Tuesday, January 31, 2006

The Real "Emily Rose" and Vodun Bunk

The Fatal Exorcism of Anneliese Michel

The Exorcism of Emily Rose is the fictionalized story of a German college student named Anneliese Michel. In the autumn of 1973, she was exhibiting strange behaviour at the University of Wurzberg (she was, like "Emily Rose", 19); lashing out, refusing to eat, throwing tantrums. She was epileptic, but Anneliese's parents consulted a priest instead of a doctor, and the priest recommended exorcism. The bishop reluctantly approved this decision, and two priests were assigned to perform the rite of exorcism on Annaliese - making this (as the trailer for Emily Rose blares) an official Catholic exorcism. The priest who first recommended exorcism, Adolf Rodewyk, was not part of the process, and the advice he gave in his 1963 book Possessed by Satan went unheeded: Clerics should look for medical explanations for "possession" before assuming the worst. Rodewyk's POV is commonly held by today's clerics, but proponents of possession and Hollywood producers insist on turning stories like Anneliese's into simplistic science-vs.-faith fairytales in which cold, ruthless rationalists undermine the beliefs of Everyman at the expense of both.

The exorcism of Anneliese didn't begin until official permission was granted, and went on for several months. It was 1976 and Anneliese was 23 before the process ended - with her death. She had refused to take (or had been denied) water and nourishment for so long that she wasted away to 70 pounds, and died without having seen a doctor.

The priests and her parents were charged with negligent homicide. The priests were found guilty in 1978, but were sentenced only to six month suspended prison sentences for allowing someone in their care to starve to death. To its credit, the German Bishops' Conference ruled that an exorcism could henceforth be performed only if a physician was present.

The symptoms of epilepsy are nearly identical to the "symptoms" of supposed demonic possession.

Audiotapes were made of Anneliese's exorcism. In addition to the usual sounds of possession (growling, clicking, hissing), she spoke in the voices of the various spirits who inhabited her body: Hitler, Judas Iscariot, a murderous Jewish doctor, etc. The tapes are revealing. The accent used for Hitler differed dramatically from his real one, and none of the spirits revealed any knowledge that couldn't be gleaned from textbooks and the Bible. ("Cries of a Woman Possessed: German Court Hears Tapes in Exorcism Death Trial" by Michael Getler, Washington Post, April 21/78, available online here).

Other Sources:

How about Demons?: Possession and Exorcism in the Modern World by Felicitas D. Goodman (Indiana University Press, 1988)

The official The Exorcism of Emily Rose website (www.whathappenedtoemily.com)


The Skeleton Key and Vodun Bunk

Director Iaian Softley's film starring Kate Hudson, The Skeleton Key, is the latest in a looong tradition of films that capitalize on the evil uses of Vodun ("voodoo") magic. I Walked With a Zombie and Wes Craven's The Serpent and the Rainbow (based on a nonfiction book of the same name) are two notable others. In each of these films, the basic premise is Science & Reason vs. Magic & Belief. A skeptic wanders into a hotbed of Vodun activity thinking that magical spells and curses can't possibly harm anyone, and ends up menaced by sinister Vodun practitioners and/or a legion of diabolic supernatural forces. In the end, he/she is forced to admit that Vodun magic is real. The Skeleton Key isn't any different; in the trailer, Kate Hudson's character chants to herself, "It isn't real, it isn't real...", then changes her tune to, "It's all real."

Vodun magic is effective - when it involves the powerful drugs and altered states of consciousness employed by its priests. I don't believe that its practitioners are actually possessed by the loa. And I don't believe that most Voudon magic is practiced with malicious intent, as these movies would have us believe. As with other forms of magic, it's usually practiced with the aim of bringing luck and fortune to practitioners - not death and misery to their enemies. To imply that Lousiana Vodun magicians or Haitian priests are more evil, more duplicitous than the rest of civilization is patently racist, superstitious, and ignorant.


## Your task
In your copy, reproduce each entry exactly and include no picture.

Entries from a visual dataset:
_ _ _ _

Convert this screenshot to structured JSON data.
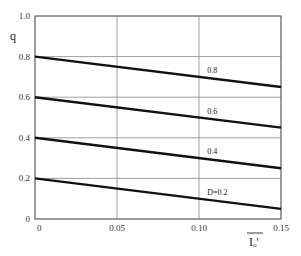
{
  "chart_data": {
    "type": "line",
    "title": "",
    "xlabel": "Iₒ'",
    "ylabel": "q",
    "xlim": [
      0,
      0.15
    ],
    "ylim": [
      0,
      1.0
    ],
    "grid": true,
    "x_ticks": [
      "0",
      "0.05",
      "0.10",
      "0.15"
    ],
    "x_tick_values": [
      0,
      0.05,
      0.1,
      0.15
    ],
    "y_ticks": [
      "0",
      "0.2",
      "0.4",
      "0.6",
      "0.8",
      "1.0"
    ],
    "y_tick_values": [
      0,
      0.2,
      0.4,
      0.6,
      0.8,
      1.0
    ],
    "series": [
      {
        "name": "0.8",
        "label": "0.8",
        "x": [
          0,
          0.15
        ],
        "y": [
          0.8,
          0.65
        ]
      },
      {
        "name": "0.6",
        "label": "0.6",
        "x": [
          0,
          0.15
        ],
        "y": [
          0.6,
          0.45
        ]
      },
      {
        "name": "0.4",
        "label": "0.4",
        "x": [
          0,
          0.15
        ],
        "y": [
          0.4,
          0.25
        ]
      },
      {
        "name": "0.2",
        "label": "D=0.2",
        "x": [
          0,
          0.15
        ],
        "y": [
          0.2,
          0.05
        ]
      }
    ],
    "label_x": 0.105
  }
}
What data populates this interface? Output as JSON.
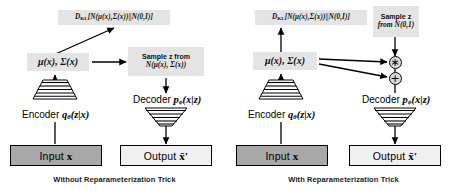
{
  "figure": {
    "panels": [
      {
        "id": "without-trick",
        "caption": "Without Reparameterization Trick",
        "kl_box": {
          "prefix": "D",
          "sub": "KL",
          "body": "[N(μ(x),Σ(x))||N(0,I)]"
        },
        "latent_box": "μ(x), Σ(x)",
        "sample_box": {
          "line1": "Sample z from",
          "line2": "N(μ(x), Σ(x))"
        },
        "encoder_label": "Encoder",
        "encoder_fn": "q",
        "encoder_fn_sub": "θ",
        "encoder_fn_args": "(z|x)",
        "decoder_label": "Decoder",
        "decoder_fn": "p",
        "decoder_fn_sub": "ϕ",
        "decoder_fn_args": "(x|z)",
        "input_label": "Input",
        "input_var": "x",
        "output_label": "Output",
        "output_var": "x̄′"
      },
      {
        "id": "with-trick",
        "caption": "With Reparameterization Trick",
        "kl_box": {
          "prefix": "D",
          "sub": "KL",
          "body": "[N(μ(x),Σ(x))||N(0,I)]"
        },
        "latent_box": "μ(x), Σ(x)",
        "sample_box": {
          "line1": "Sample z",
          "line2": "from N(0,1)"
        },
        "multiply_op": "∗",
        "add_op": "+",
        "encoder_label": "Encoder",
        "encoder_fn": "q",
        "encoder_fn_sub": "θ",
        "encoder_fn_args": "(z|x)",
        "decoder_label": "Decoder",
        "decoder_fn": "p",
        "decoder_fn_sub": "ϕ",
        "decoder_fn_args": "(x|z)",
        "input_label": "Input",
        "input_var": "x",
        "output_label": "Output",
        "output_var": "x̄′"
      }
    ],
    "colors": {
      "shade": "#e4e4e4",
      "input_fill": "#a8a8a8",
      "output_fill": "#f0f0f0",
      "stroke": "#000000",
      "background": "#ffffff"
    }
  }
}
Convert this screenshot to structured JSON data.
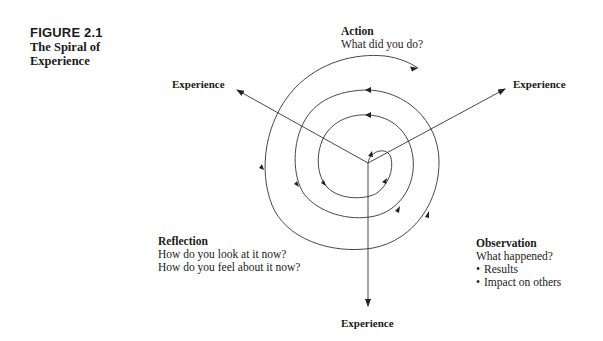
{
  "figure": {
    "number": "FIGURE 2.1",
    "title_line1": "The Spiral of",
    "title_line2": "Experience"
  },
  "stages": {
    "action": {
      "heading": "Action",
      "question": "What did you do?"
    },
    "observation": {
      "heading": "Observation",
      "question": "What happened?",
      "bullets": [
        "Results",
        "Impact on others"
      ]
    },
    "reflection": {
      "heading": "Reflection",
      "questions": [
        "How do you look at it now?",
        "How do you feel about it now?"
      ]
    }
  },
  "axes": {
    "upper_left": "Experience",
    "upper_right": "Experience",
    "bottom": "Experience"
  },
  "colors": {
    "line": "#333333",
    "text": "#1a1a1a",
    "background": "#ffffff"
  }
}
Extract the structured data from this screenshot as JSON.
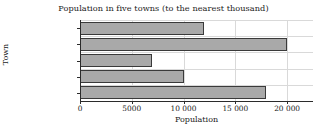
{
  "chart_data": {
    "type": "bar",
    "orientation": "horizontal",
    "title": "Population in five towns (to the nearest thousand)",
    "xlabel": "Population",
    "ylabel": "Town",
    "categories": [
      "Faversham",
      "Castle Hill",
      "Brotton",
      "Backley",
      "Berkhampton"
    ],
    "values": [
      12000,
      20000,
      7000,
      10000,
      18000
    ],
    "xlim": [
      0,
      22500
    ],
    "ylim": [
      0,
      5
    ],
    "xticks": [
      0,
      5000,
      10000,
      15000,
      20000
    ],
    "xtick_labels": [
      "0",
      "5000",
      "10 000",
      "15 000",
      "20 000"
    ],
    "grid": true,
    "grid_axis": "both",
    "legend": "none",
    "bar_color": "#a9a9a9",
    "bar_edge_color": "#3a3a3a",
    "grid_color": "#d9d9d9",
    "axis_color": "#2b2b2b",
    "background": "#ffffff"
  }
}
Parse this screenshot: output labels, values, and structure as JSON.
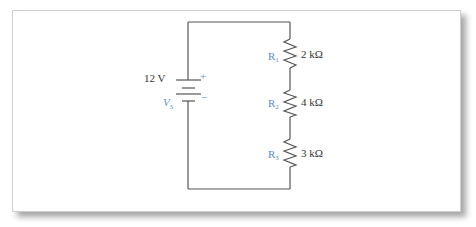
{
  "circuit": {
    "type": "series",
    "source": {
      "name": "V",
      "subscript": "S",
      "value": "12 V",
      "plus_sign": "+",
      "minus_sign": "−"
    },
    "resistors": [
      {
        "name": "R",
        "subscript": "1",
        "value": "2 kΩ"
      },
      {
        "name": "R",
        "subscript": "2",
        "value": "4 kΩ"
      },
      {
        "name": "R",
        "subscript": "3",
        "value": "3 kΩ"
      }
    ],
    "colors": {
      "wire": "#555555",
      "label_accent": "#5b8bc9",
      "text": "#333333",
      "frame_border": "#cfcfcf"
    }
  }
}
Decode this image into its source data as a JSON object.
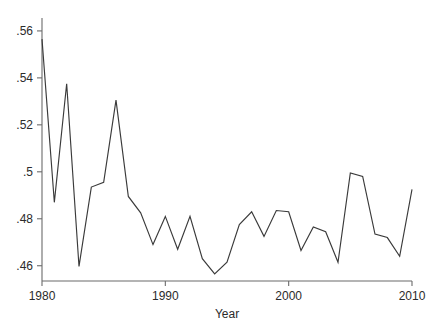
{
  "chart_data": {
    "type": "line",
    "title": "",
    "subtitle": "",
    "xlabel": "Year",
    "ylabel": "",
    "xlim": [
      1980,
      2010
    ],
    "ylim": [
      0.4535,
      0.5655
    ],
    "grid": false,
    "legend": false,
    "line_color": "#3a3a3a",
    "axis_color": "#6b6b6b",
    "x": [
      1980,
      1981,
      1982,
      1983,
      1984,
      1985,
      1986,
      1987,
      1988,
      1989,
      1990,
      1991,
      1992,
      1993,
      1994,
      1995,
      1996,
      1997,
      1998,
      1999,
      2000,
      2001,
      2002,
      2003,
      2004,
      2005,
      2006,
      2007,
      2008,
      2009,
      2010
    ],
    "values": [
      0.5565,
      0.487,
      0.5375,
      0.4597,
      0.4935,
      0.4955,
      0.5305,
      0.4895,
      0.4825,
      0.469,
      0.481,
      0.467,
      0.481,
      0.463,
      0.4565,
      0.4615,
      0.4775,
      0.483,
      0.4725,
      0.4835,
      0.483,
      0.4665,
      0.4765,
      0.4745,
      0.4615,
      0.4995,
      0.498,
      0.4735,
      0.472,
      0.464,
      0.4925
    ],
    "series": [
      {
        "name": "value",
        "values": [
          0.5565,
          0.487,
          0.5375,
          0.4597,
          0.4935,
          0.4955,
          0.5305,
          0.4895,
          0.4825,
          0.469,
          0.481,
          0.467,
          0.481,
          0.463,
          0.4565,
          0.4615,
          0.4775,
          0.483,
          0.4725,
          0.4835,
          0.483,
          0.4665,
          0.4765,
          0.4745,
          0.4615,
          0.4995,
          0.498,
          0.4735,
          0.472,
          0.464,
          0.4925
        ]
      }
    ],
    "y_ticks": [
      0.46,
      0.48,
      0.5,
      0.52,
      0.54,
      0.56
    ],
    "y_tick_labels": [
      ".46",
      ".48",
      ".5",
      ".52",
      ".54",
      ".56"
    ],
    "x_ticks": [
      1980,
      1990,
      2000,
      2010
    ],
    "x_tick_labels": [
      "1980",
      "1990",
      "2000",
      "2010"
    ]
  }
}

_ _ _ _

## Reply to the exercise
Convert this screenshot to structured JSON data.
{
  "chart_data": {
    "type": "line",
    "title": "",
    "xlabel": "Iₒ'",
    "ylabel": "q",
    "xlim": [
      0,
      0.15
    ],
    "ylim": [
      0,
      1.0
    ],
    "grid": true,
    "x_ticks": [
      "0",
      "0.05",
      "0.10",
      "0.15"
    ],
    "x_tick_values": [
      0,
      0.05,
      0.1,
      0.15
    ],
    "y_ticks": [
      "0",
      "0.2",
      "0.4",
      "0.6",
      "0.8",
      "1.0"
    ],
    "y_tick_values": [
      0,
      0.2,
      0.4,
      0.6,
      0.8,
      1.0
    ],
    "series": [
      {
        "name": "0.8",
        "label": "0.8",
        "x": [
          0,
          0.15
        ],
        "y": [
          0.8,
          0.65
        ]
      },
      {
        "name": "0.6",
        "label": "0.6",
        "x": [
          0,
          0.15
        ],
        "y": [
          0.6,
          0.45
        ]
      },
      {
        "name": "0.4",
        "label": "0.4",
        "x": [
          0,
          0.15
        ],
        "y": [
          0.4,
          0.25
        ]
      },
      {
        "name": "0.2",
        "label": "D=0.2",
        "x": [
          0,
          0.15
        ],
        "y": [
          0.2,
          0.05
        ]
      }
    ],
    "label_x": 0.105
  }
}
What data populates this interface? Output as JSON.
{
  "figure": {
    "panels": [
      {
        "id": "without-trick",
        "caption": "Without Reparameterization Trick",
        "kl_box": {
          "prefix": "D",
          "sub": "KL",
          "body": "[N(μ(x),Σ(x))||N(0,I)]"
        },
        "latent_box": "μ(x), Σ(x)",
        "sample_box": {
          "line1": "Sample z from",
          "line2": "N(μ(x), Σ(x))"
        },
        "encoder_label": "Encoder",
        "encoder_fn": "q",
        "encoder_fn_sub": "θ",
        "encoder_fn_args": "(z|x)",
        "decoder_label": "Decoder",
        "decoder_fn": "p",
        "decoder_fn_sub": "ϕ",
        "decoder_fn_args": "(x|z)",
        "input_label": "Input",
        "input_var": "x",
        "output_label": "Output",
        "output_var": "x̄′"
      },
      {
        "id": "with-trick",
        "caption": "With Reparameterization Trick",
        "kl_box": {
          "prefix": "D",
          "sub": "KL",
          "body": "[N(μ(x),Σ(x))||N(0,I)]"
        },
        "latent_box": "μ(x), Σ(x)",
        "sample_box": {
          "line1": "Sample z",
          "line2": "from N(0,1)"
        },
        "multiply_op": "∗",
        "add_op": "+",
        "encoder_label": "Encoder",
        "encoder_fn": "q",
        "encoder_fn_sub": "θ",
        "encoder_fn_args": "(z|x)",
        "decoder_label": "Decoder",
        "decoder_fn": "p",
        "decoder_fn_sub": "ϕ",
        "decoder_fn_args": "(x|z)",
        "input_label": "Input",
        "input_var": "x",
        "output_label": "Output",
        "output_var": "x̄′"
      }
    ],
    "colors": {
      "shade": "#e4e4e4",
      "input_fill": "#a8a8a8",
      "output_fill": "#f0f0f0",
      "stroke": "#000000",
      "background": "#ffffff"
    }
  }
}
Convert this screenshot to structured JSON data.
{
  "figure": {
    "number": "FIGURE 2.1",
    "title_line1": "The Spiral of",
    "title_line2": "Experience"
  },
  "stages": {
    "action": {
      "heading": "Action",
      "question": "What did you do?"
    },
    "observation": {
      "heading": "Observation",
      "question": "What happened?",
      "bullets": [
        "Results",
        "Impact on others"
      ]
    },
    "reflection": {
      "heading": "Reflection",
      "questions": [
        "How do you look at it now?",
        "How do you feel about it now?"
      ]
    }
  },
  "axes": {
    "upper_left": "Experience",
    "upper_right": "Experience",
    "bottom": "Experience"
  },
  "colors": {
    "line": "#333333",
    "text": "#1a1a1a",
    "background": "#ffffff"
  }
}
Extract the structured data from this screenshot as JSON.
{
  "chart_data": {
    "type": "bar",
    "orientation": "horizontal",
    "title": "Population in five towns (to the nearest thousand)",
    "xlabel": "Population",
    "ylabel": "Town",
    "categories": [
      "Faversham",
      "Castle Hill",
      "Brotton",
      "Backley",
      "Berkhampton"
    ],
    "values": [
      12000,
      20000,
      7000,
      10000,
      18000
    ],
    "xlim": [
      0,
      22500
    ],
    "ylim": [
      0,
      5
    ],
    "xticks": [
      0,
      5000,
      10000,
      15000,
      20000
    ],
    "xtick_labels": [
      "0",
      "5000",
      "10 000",
      "15 000",
      "20 000"
    ],
    "grid": true,
    "grid_axis": "both",
    "legend": "none",
    "bar_color": "#a9a9a9",
    "bar_edge_color": "#3a3a3a",
    "grid_color": "#d9d9d9",
    "axis_color": "#2b2b2b",
    "background": "#ffffff"
  }
}
Parse this screenshot: output labels, values, and structure as JSON.
{
  "circuit": {
    "type": "series",
    "source": {
      "name": "V",
      "subscript": "S",
      "value": "12 V",
      "plus_sign": "+",
      "minus_sign": "−"
    },
    "resistors": [
      {
        "name": "R",
        "subscript": "1",
        "value": "2 kΩ"
      },
      {
        "name": "R",
        "subscript": "2",
        "value": "4 kΩ"
      },
      {
        "name": "R",
        "subscript": "3",
        "value": "3 kΩ"
      }
    ],
    "colors": {
      "wire": "#555555",
      "label_accent": "#5b8bc9",
      "text": "#333333",
      "frame_border": "#cfcfcf"
    }
  }
}
Decode this image into its source data as a JSON object.
{
  "chart_data": {
    "type": "line",
    "title": "",
    "subtitle": "",
    "xlabel": "Year",
    "ylabel": "",
    "xlim": [
      1980,
      2010
    ],
    "ylim": [
      0.4535,
      0.5655
    ],
    "grid": false,
    "legend": false,
    "line_color": "#3a3a3a",
    "axis_color": "#6b6b6b",
    "x": [
      1980,
      1981,
      1982,
      1983,
      1984,
      1985,
      1986,
      1987,
      1988,
      1989,
      1990,
      1991,
      1992,
      1993,
      1994,
      1995,
      1996,
      1997,
      1998,
      1999,
      2000,
      2001,
      2002,
      2003,
      2004,
      2005,
      2006,
      2007,
      2008,
      2009,
      2010
    ],
    "values": [
      0.5565,
      0.487,
      0.5375,
      0.4597,
      0.4935,
      0.4955,
      0.5305,
      0.4895,
      0.4825,
      0.469,
      0.481,
      0.467,
      0.481,
      0.463,
      0.4565,
      0.4615,
      0.4775,
      0.483,
      0.4725,
      0.4835,
      0.483,
      0.4665,
      0.4765,
      0.4745,
      0.4615,
      0.4995,
      0.498,
      0.4735,
      0.472,
      0.464,
      0.4925
    ],
    "series": [
      {
        "name": "value",
        "values": [
          0.5565,
          0.487,
          0.5375,
          0.4597,
          0.4935,
          0.4955,
          0.5305,
          0.4895,
          0.4825,
          0.469,
          0.481,
          0.467,
          0.481,
          0.463,
          0.4565,
          0.4615,
          0.4775,
          0.483,
          0.4725,
          0.4835,
          0.483,
          0.4665,
          0.4765,
          0.4745,
          0.4615,
          0.4995,
          0.498,
          0.4735,
          0.472,
          0.464,
          0.4925
        ]
      }
    ],
    "y_ticks": [
      0.46,
      0.48,
      0.5,
      0.52,
      0.54,
      0.56
    ],
    "y_tick_labels": [
      ".46",
      ".48",
      ".5",
      ".52",
      ".54",
      ".56"
    ],
    "x_ticks": [
      1980,
      1990,
      2000,
      2010
    ],
    "x_tick_labels": [
      "1980",
      "1990",
      "2000",
      "2010"
    ]
  }
}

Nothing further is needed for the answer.